Baissopteridae Martynova, 1961

Makarkin, Vladimir N. & Archibald, S. Bruce, 2014, A revision of the late Eocene snakeflies (Raphidioptera) of the Florissant Formation, Colorado, with special reference to the wing venation of the Raphidiomorpha, Zootaxa 3784 (4), pp. 401-444 : 409-410

publication ID

https://doi.org/ 10.11646/zootaxa.3784.4.4

publication LSID

lsid:zoobank.org:pub:D5E03502-7BD3-41F4-A4CF-5537B1462A23

DOI

https://doi.org/10.5281/zenodo.6131141

persistent identifier

https://treatment.plazi.org/id/039287A3-FE0E-371B-23C7-6E92FF3BFEBD

treatment provided by

Plazi

scientific name

Baissopteridae Martynova, 1961
status

 

Family Baissopteridae Martynova, 1961 View in CoL

Diagnostic character states of venation. Pterostigma usually with crossvein closing it proximally, with at least one incorporated branch of RA. Forewing: rich venation with 3–5 branches of RP, many crossveins: 3–5 ra-pr, 5– 15 ir, 4–7 r-m, 3–5 im, 2–3 icu.

Hind wing: many crossveins: 4–5 ra-pr, 5–14 ir, 4–6 r-m, 2–4 m-cu.

Composition. Five genera from the Cretaceous and Eocene: Cretoraphidiopsis Engel, 2002 (monotypic) from Hauterivian/Aptian of Bon-Tsagaan, Mongolia; Lugala Willmann, 1994 (monotypic) from the Early Cretaceous of Bayan-Tsagaan, Mongolia; Baissoptera Martynova, 1961 (twelve species) from pre-Barremian/early Barremian of Baissa, Transbaikalian Russia; Barremian/Aptian of Huangbanjigou, Yixian Formation, China; late Albian of Spanish amber (Peñacerrada I); late Aptian of the Crato Formation of Brazil; Cretoraphidia (four species) from Baissa and Neocomian of Romanovka, Transbaikalian Russia; Austroraphidia Willmann, 1994 (monotypic) from the Crato Formation of Brazil; Dictyoraphidia (monotypic) from the late Eocene of Florissant.

Comments on characters. The venation of Baissopteridae is in general similar to that of those Mesoraphidiidae (s.l.) that have a similar structure of the pterostigma (e.g., the Cretaceous genus Siboptera Ponomarenko, 1993 ); it differs from these in possessing more branches of longitudinal veins and an enriched crossvenation. Therefore, the differences between this and other families are mainly numerical. The enriched venation of Baissopteridae is certainly secondary; Jurassic taxa of Raphidiomorpha (Metaraphidiidae and Mesoraphidiidae s.l.) have simpler venation.

Remarks. We base our comments on examination of a single (Cretaceous) specimen of a species assigned to this family and published descriptions and figures of the others. We agree with Bechly & Wolf-Schwenninger (2011) that some of these published descriptions and figures appear problematic, and therefore our conclusions (diagnosis and family composition) are preliminary pending extensive revision of these taxa.

The family is sometimes considered to be paraphyletic (e.g., Willmann 1994; Bechly & Wolf-Schwenninger 2011), as it is not defined by any distinct synapomorphies. We did not find these as well. It is unknown yet if this group of genera with enriched venation constitutes a monophyletic taxon or not, perhaps within a paraphyletic Mesoraphidiidae (s.l.). Both families are in strong need of detailed revision, but this is beyond of the scope of this paper.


▶ [Problem to solve]:
Take the entries that follow and return only the lines from the one with "What do you" through the final line, leaving every picture behind.

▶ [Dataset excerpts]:
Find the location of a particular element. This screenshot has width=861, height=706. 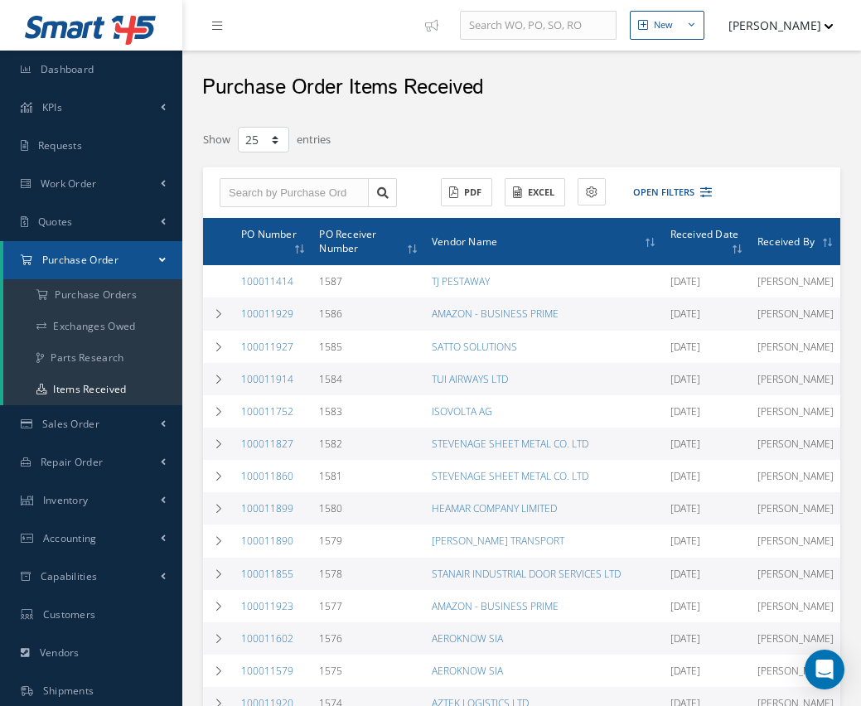

a: Purchase Orders is located at coordinates (93, 295).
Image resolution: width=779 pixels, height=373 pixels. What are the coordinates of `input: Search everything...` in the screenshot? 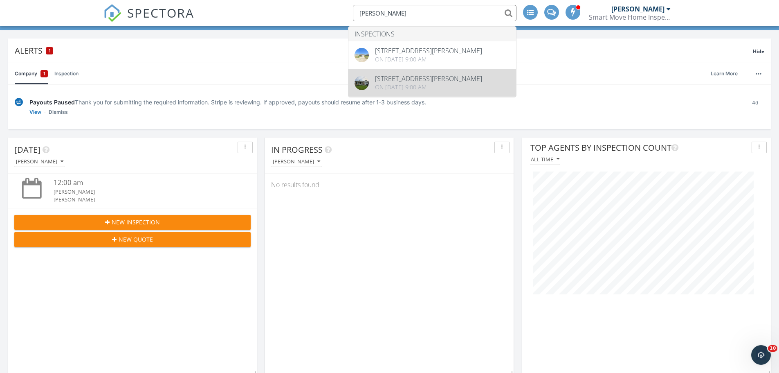 It's located at (435, 13).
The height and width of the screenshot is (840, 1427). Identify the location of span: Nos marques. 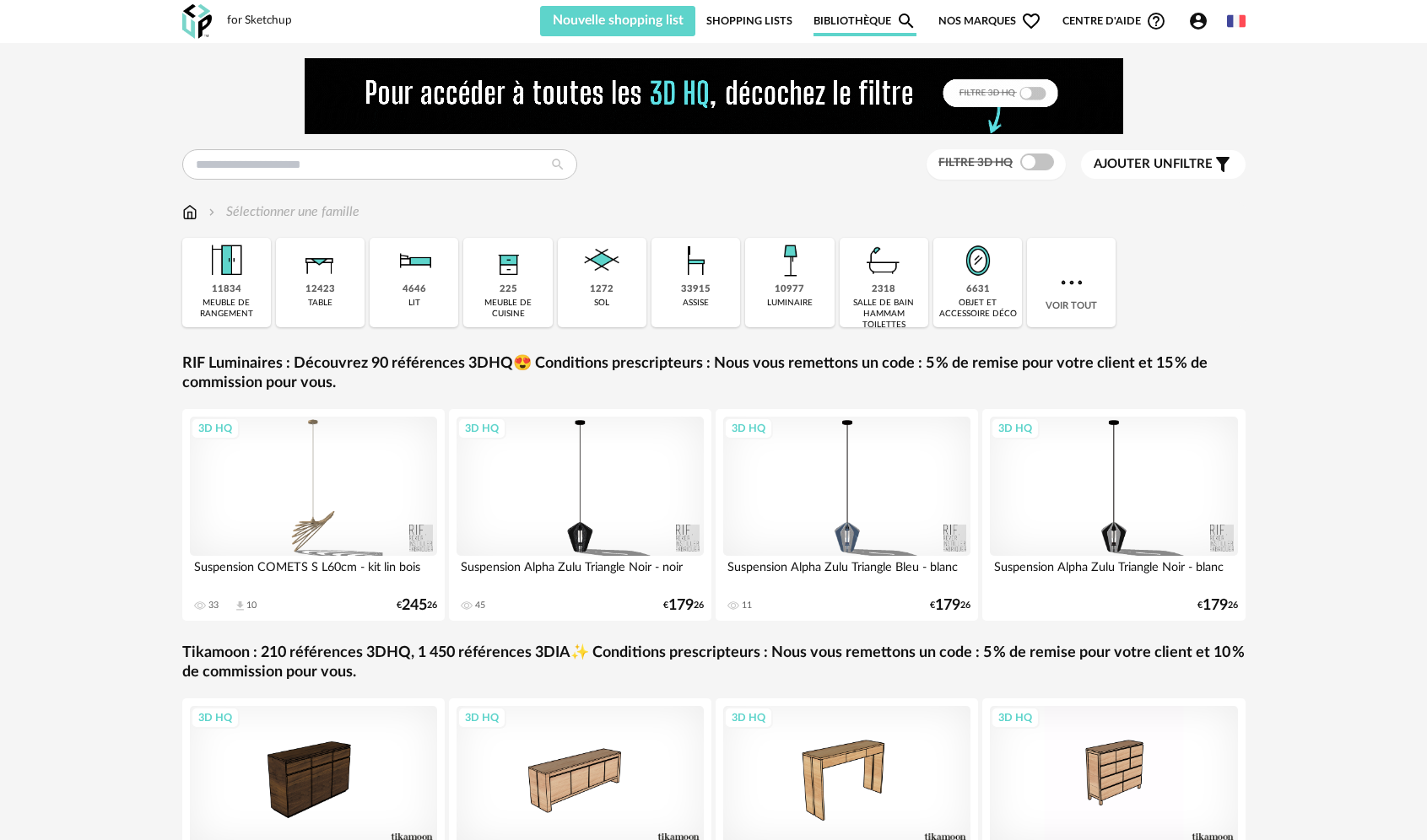
(990, 21).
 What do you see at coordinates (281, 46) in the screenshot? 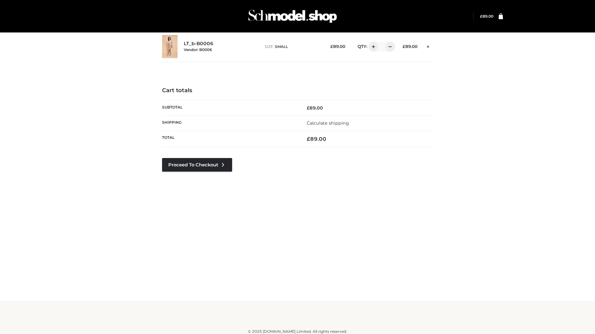
I see `span: SMALL` at bounding box center [281, 46].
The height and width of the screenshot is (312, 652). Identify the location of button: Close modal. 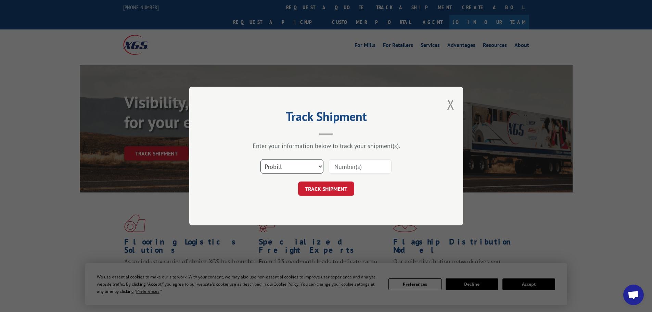
(451, 104).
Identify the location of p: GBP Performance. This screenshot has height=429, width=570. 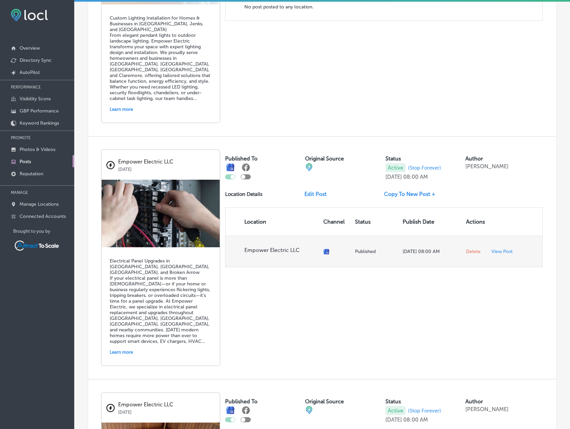
(39, 111).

▶ [Exercise output]:
 What do you see at coordinates (281, 46) in the screenshot? 
I see `span: SMALL` at bounding box center [281, 46].
The height and width of the screenshot is (312, 652). Identify the location of button: Close modal. 
(451, 104).
Identify the location of p: GBP Performance. This screenshot has height=429, width=570. 
(39, 111).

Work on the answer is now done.